Civil society, however, has stepped into the breach. Organizations like Tarun Bharat Sangh, led by Rajendra Singh (the "Waterman of India"), are reviving traditional water conservation systems — johads, baoris, and tankas — across Rajasthan and Madhya Pradesh. Speaking to The Wire, Singh said, “The answer to water scarcity lies not under the ground, but in community wisdom above it.” Across India, grassroots efforts are showcasing how ancient techniques, combined with modern science, could offer sustainable solutions.
Young climate activists are also raising their voices. Groups like Fridays For Future India have organized multiple marches demanding urgent climate action, often linking the water crisis with broader environmental degradation. "It's not just about saving water; it's about saving our future," said Ananya Mishra, a 19-year-old climate striker from Delhi, during a protest covered by BBC News. Their activism has forced mainstream media and policymakers to finally acknowledge that India’s water crisis cannot be addressed in isolation from the climate emergency.

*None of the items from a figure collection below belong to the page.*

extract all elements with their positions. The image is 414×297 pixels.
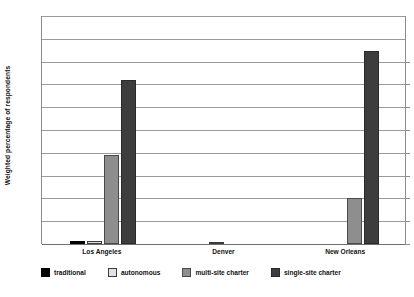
gridline-100pct	[42, 16, 405, 17]
y-axis-title-label: Weighted percentage of respondents	[5, 65, 12, 184]
bar-traditional-los-angeles	[70, 241, 85, 244]
gridline-80pct	[42, 62, 405, 63]
right-axis-tick	[405, 176, 410, 177]
right-axis-tick	[405, 153, 410, 154]
gridline-40pct	[42, 153, 405, 154]
right-axis-tick	[405, 244, 410, 245]
legend-item-single-site[interactable]: single-site charter	[271, 268, 341, 277]
gridline-0pct	[42, 244, 405, 245]
bar-chart-figure: Weighted percentage of respondents 100%9…	[0, 0, 414, 297]
gridline-30pct	[42, 176, 405, 177]
y-axis-title: Weighted percentage of respondents	[0, 0, 16, 250]
bar-multi-site-los-angeles	[104, 155, 119, 244]
gridline-60pct	[42, 107, 405, 108]
legend-swatch-icon-autonomous	[108, 268, 117, 277]
bar-autonomous-los-angeles	[87, 241, 102, 244]
gridline-90pct	[42, 39, 405, 40]
legend-label: traditional	[54, 269, 86, 276]
legend-swatch-icon-multi-site	[182, 268, 191, 277]
legend-item-traditional[interactable]: traditional	[41, 268, 86, 277]
plot-area: 100%90%80%70%60%50%40%30%20%10%0%	[41, 16, 406, 244]
bar-multi-site-new-orleans	[347, 198, 362, 244]
right-axis-tick	[405, 221, 410, 222]
gridline-50pct	[42, 130, 405, 131]
chart-legend: traditionalautonomousmulti-site charters…	[41, 268, 341, 277]
x-axis-tick-label: Denver	[212, 248, 234, 255]
x-axis-tick-label: Los Angeles	[82, 248, 121, 255]
x-axis-tick-label: New Orleans	[325, 248, 365, 255]
legend-swatch-icon-traditional	[41, 268, 50, 277]
right-axis-tick	[405, 84, 410, 85]
legend-label: multi-site charter	[195, 269, 249, 276]
gridline-70pct	[42, 84, 405, 85]
right-axis-tick	[405, 107, 410, 108]
bar-single-site-los-angeles	[121, 80, 136, 244]
legend-swatch-icon-single-site	[271, 268, 280, 277]
legend-item-multi-site[interactable]: multi-site charter	[182, 268, 249, 277]
bar-autonomous-denver	[209, 242, 224, 244]
legend-item-autonomous[interactable]: autonomous	[108, 268, 161, 277]
bar-single-site-new-orleans	[364, 51, 379, 244]
right-axis-tick	[405, 198, 410, 199]
right-axis-tick	[405, 130, 410, 131]
legend-label: autonomous	[121, 269, 161, 276]
plot-inner: 100%90%80%70%60%50%40%30%20%10%0%	[41, 16, 406, 244]
legend-label: single-site charter	[284, 269, 341, 276]
right-axis-tick	[405, 62, 410, 63]
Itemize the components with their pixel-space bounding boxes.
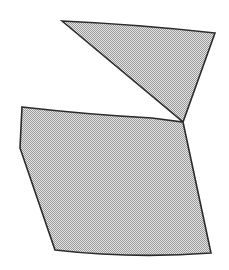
concave-polygon-shape (20, 21, 215, 255)
figure-canvas (0, 0, 229, 270)
polygon-figure (0, 0, 229, 270)
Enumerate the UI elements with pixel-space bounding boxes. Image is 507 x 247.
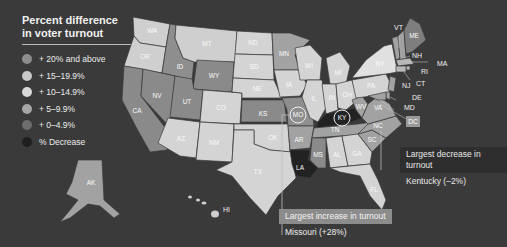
state-de[interactable] xyxy=(386,92,390,100)
ct-leader xyxy=(404,72,410,80)
state-ct[interactable] xyxy=(396,66,406,72)
label-ri: RI xyxy=(421,68,428,75)
label-sc: SC xyxy=(367,136,376,143)
label-ar: AR xyxy=(294,136,303,143)
label-ia: IA xyxy=(286,81,293,88)
label-al: AL xyxy=(333,151,341,158)
label-wi: WI xyxy=(305,62,313,69)
label-md: MD xyxy=(404,104,415,111)
label-nj: NJ xyxy=(402,82,411,89)
decrease-callout-detail: Kentucky (–2%) xyxy=(400,173,507,190)
label-ny: NY xyxy=(375,60,385,67)
label-mn: MN xyxy=(279,50,289,57)
decrease-callout-heading: Largest decrease in turnout xyxy=(400,147,507,173)
state-hi[interactable] xyxy=(188,196,219,218)
label-wv: WV xyxy=(356,103,367,110)
label-wa: WA xyxy=(147,27,158,34)
label-fl: FL xyxy=(370,186,378,193)
label-nv: NV xyxy=(152,92,162,99)
increase-callout: Largest increase in turnout Missouri (+2… xyxy=(279,209,392,241)
state-nj[interactable] xyxy=(388,76,396,92)
state-ak[interactable] xyxy=(60,160,120,222)
label-ct: CT xyxy=(416,80,426,87)
label-hi: HI xyxy=(223,206,230,213)
label-ne: NE xyxy=(252,85,262,92)
label-id: ID xyxy=(177,63,184,70)
label-ut: UT xyxy=(183,98,192,105)
label-ak: AK xyxy=(87,179,96,186)
label-sd: SD xyxy=(249,63,258,70)
label-oh: OH xyxy=(342,91,352,98)
label-mt: MT xyxy=(202,40,211,47)
label-ga: GA xyxy=(352,150,362,157)
label-va: VA xyxy=(374,104,383,111)
label-il: IL xyxy=(311,95,317,102)
state-mi[interactable] xyxy=(326,52,350,84)
label-vt: VT xyxy=(394,24,404,31)
label-la: LA xyxy=(296,164,305,171)
label-or: OR xyxy=(140,53,150,60)
label-nc: NC xyxy=(373,122,383,129)
label-ks: KS xyxy=(259,110,268,117)
label-tx: TX xyxy=(254,168,263,175)
label-ky: KY xyxy=(338,114,347,121)
label-nh: NH xyxy=(412,52,422,59)
label-nd: ND xyxy=(248,39,258,46)
label-me: ME xyxy=(409,32,419,39)
label-mi: MI xyxy=(334,69,341,76)
label-tn: TN xyxy=(331,126,340,133)
us-map: WA OR CA ID NV MT WY UT AZ CO NM ND SD N… xyxy=(0,0,507,247)
label-pa: PA xyxy=(367,82,376,89)
label-de: DE xyxy=(412,94,422,101)
increase-callout-detail: Missouri (+28%) xyxy=(279,224,392,241)
label-az: AZ xyxy=(177,135,185,142)
label-wy: WY xyxy=(209,72,220,79)
increase-callout-heading: Largest increase in turnout xyxy=(279,209,392,224)
label-co: CO xyxy=(216,104,226,111)
de-leader xyxy=(390,97,396,100)
label-nm: NM xyxy=(209,139,219,146)
label-ok: OK xyxy=(268,134,278,141)
decrease-callout: Largest decrease in turnout Kentucky (–2… xyxy=(400,147,507,190)
label-dc: DC xyxy=(406,116,420,127)
label-ca: CA xyxy=(132,107,142,114)
label-ma: MA xyxy=(437,60,448,67)
state-ri[interactable] xyxy=(406,66,410,70)
label-in: IN xyxy=(329,94,336,101)
label-mo: MO xyxy=(293,111,303,118)
label-ms: MS xyxy=(313,151,323,158)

The media narrative around the water crisis has evolved significantly. Earlier dominated by episodic disaster coverage — droughts, floods, water shortages — today's journalism increasingly connects the dots between policy, environment, and community resilience. Investigations by The Caravan and Down To Earth have exposed how illegal sand mining, river pollution, and corporate exploitation of groundwater are exacerbating the crisis. “This is not a natural disaster; this is a man-made one," concluded a Down To Earth editorial in April 2025.Yet, despite rising awareness, deep structural changes remain elusive. Water remains a state subject under India’s Constitution, leading to inter-state river disputes like the Cauvery and Yamuna battles, often politicized rather than resolved scientifically. Prof. Aseem Shrivastava, environmental economist, argues, “As long as water is seen as a political weapon and not a common good, we are racing towards mass water distress."

The time for incremental fixes is over. Experts are calling for a national water policy overhaul, prioritizing river rejuvenation, groundwater recharge, water budgeting, and climate-adaptive infrastructure. Without such bold, systemic changes, millions could soon face climate-induced water migration, sparking new humanitarian crises. The 2025 UN World Water Development Report even warned that “India's internal displacement due to water scarcity could be the largest globally by 2030.”

At its heart, the water crisis is a mirror — reflecting how we treat nature, each other, and our future generations. As monsoons falter, rivers shrink, and aquifers die, India's battle for water is no longer about scarcity alone. It is about survival, justice, and the soul of the nation itself.

As Dr. Vandana Shiva, environmentalist and author, told The Quint: “To save water is to save life. In ignoring this truth, we risk losing both.”